• _Brief_
When you reach the line that contains "pixels, height=488 pixels.", begin copying exactly and continue through the last line below. Do not copy pictures.

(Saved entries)

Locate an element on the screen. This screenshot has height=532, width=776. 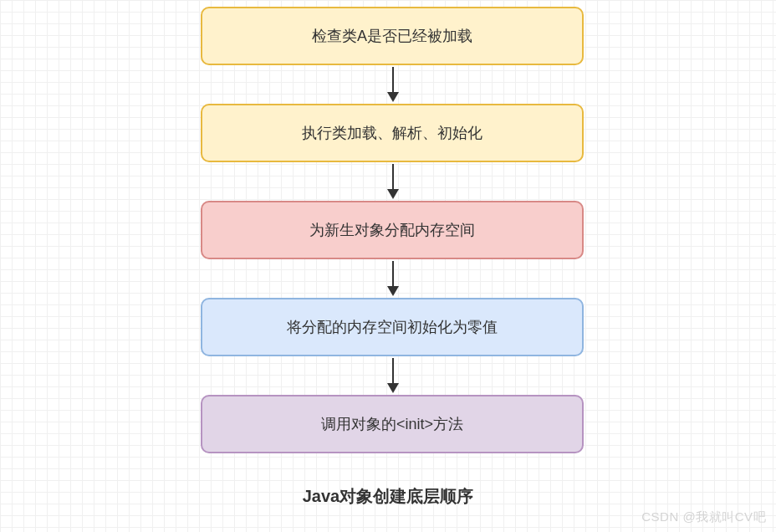
flowchart-node-call-init: 调用对象的<init>方法 is located at coordinates (392, 424).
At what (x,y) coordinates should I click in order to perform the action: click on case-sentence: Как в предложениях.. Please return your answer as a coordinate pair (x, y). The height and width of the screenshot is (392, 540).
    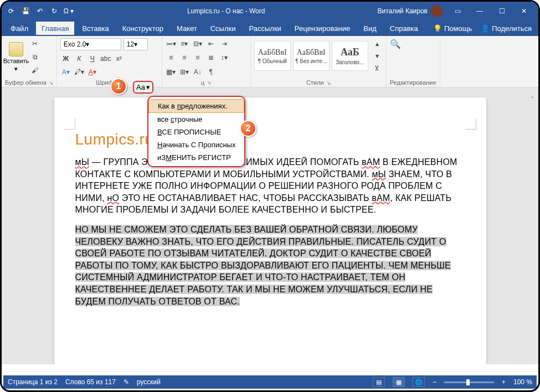
    Looking at the image, I should click on (196, 106).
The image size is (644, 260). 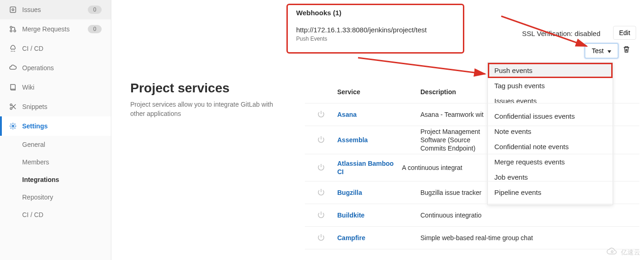 I want to click on service-link-buildkite: Buildkite, so click(x=351, y=215).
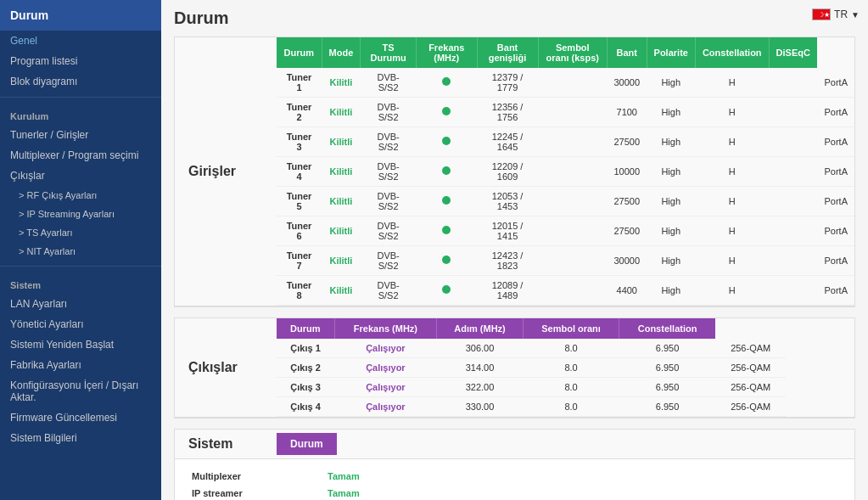  What do you see at coordinates (81, 251) in the screenshot?
I see `sidebar-item-nit: > NIT Ayarları` at bounding box center [81, 251].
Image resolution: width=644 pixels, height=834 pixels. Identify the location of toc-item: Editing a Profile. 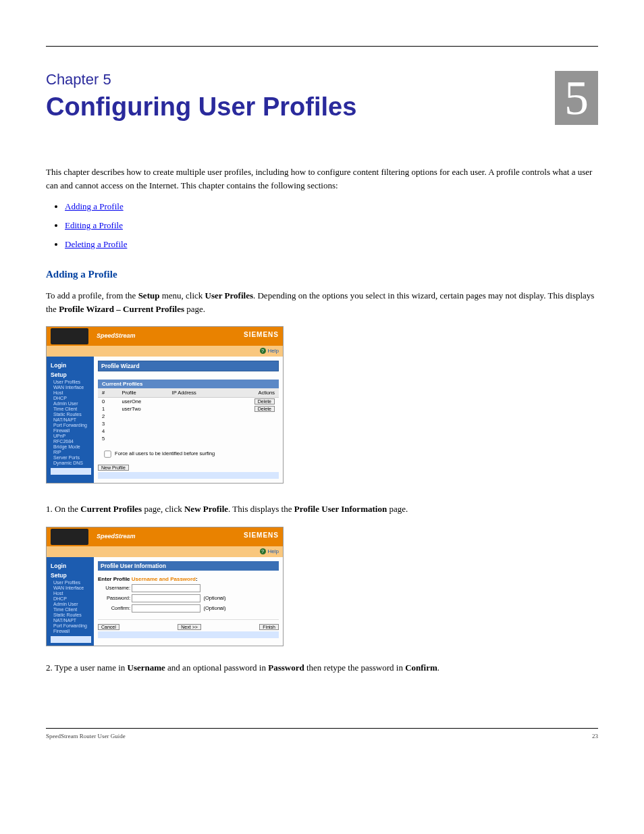
(331, 226).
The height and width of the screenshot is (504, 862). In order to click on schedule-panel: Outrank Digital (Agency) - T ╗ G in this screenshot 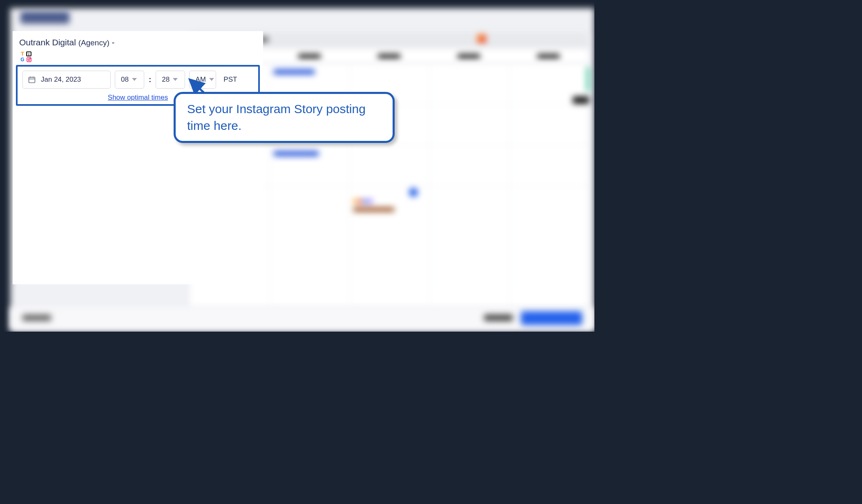, I will do `click(138, 158)`.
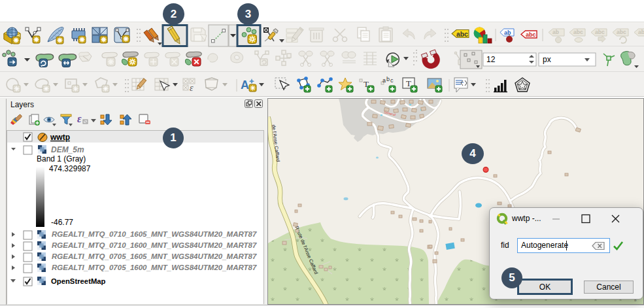 The height and width of the screenshot is (308, 644). Describe the element at coordinates (547, 60) in the screenshot. I see `svg-text: px` at that location.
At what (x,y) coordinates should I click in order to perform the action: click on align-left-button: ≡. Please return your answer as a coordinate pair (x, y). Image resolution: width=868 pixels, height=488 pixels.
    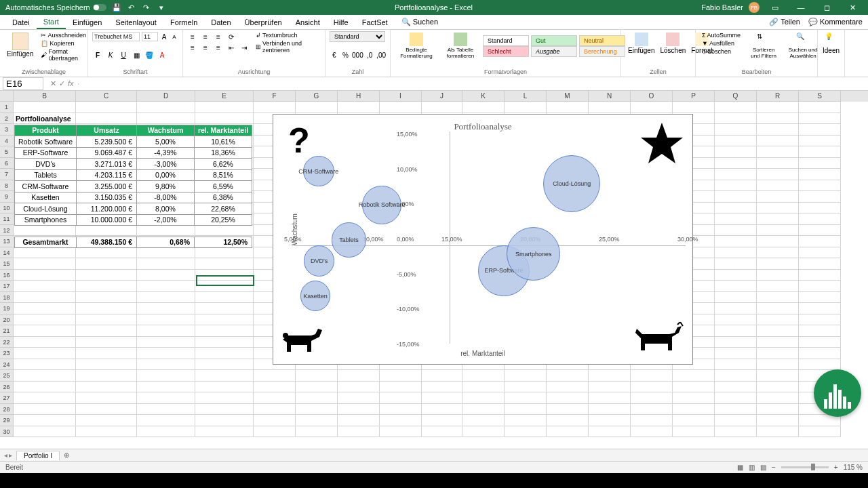
    Looking at the image, I should click on (193, 47).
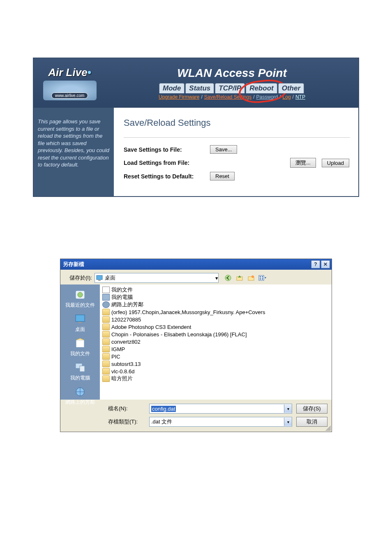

• _Reply_
At what (x,y) coordinates should I click in order to perform the action: click on align-left-button: ≡. Please return your answer as a coordinate pair (x, y). Image resolution: width=868 pixels, height=488 pixels.
    Looking at the image, I should click on (193, 47).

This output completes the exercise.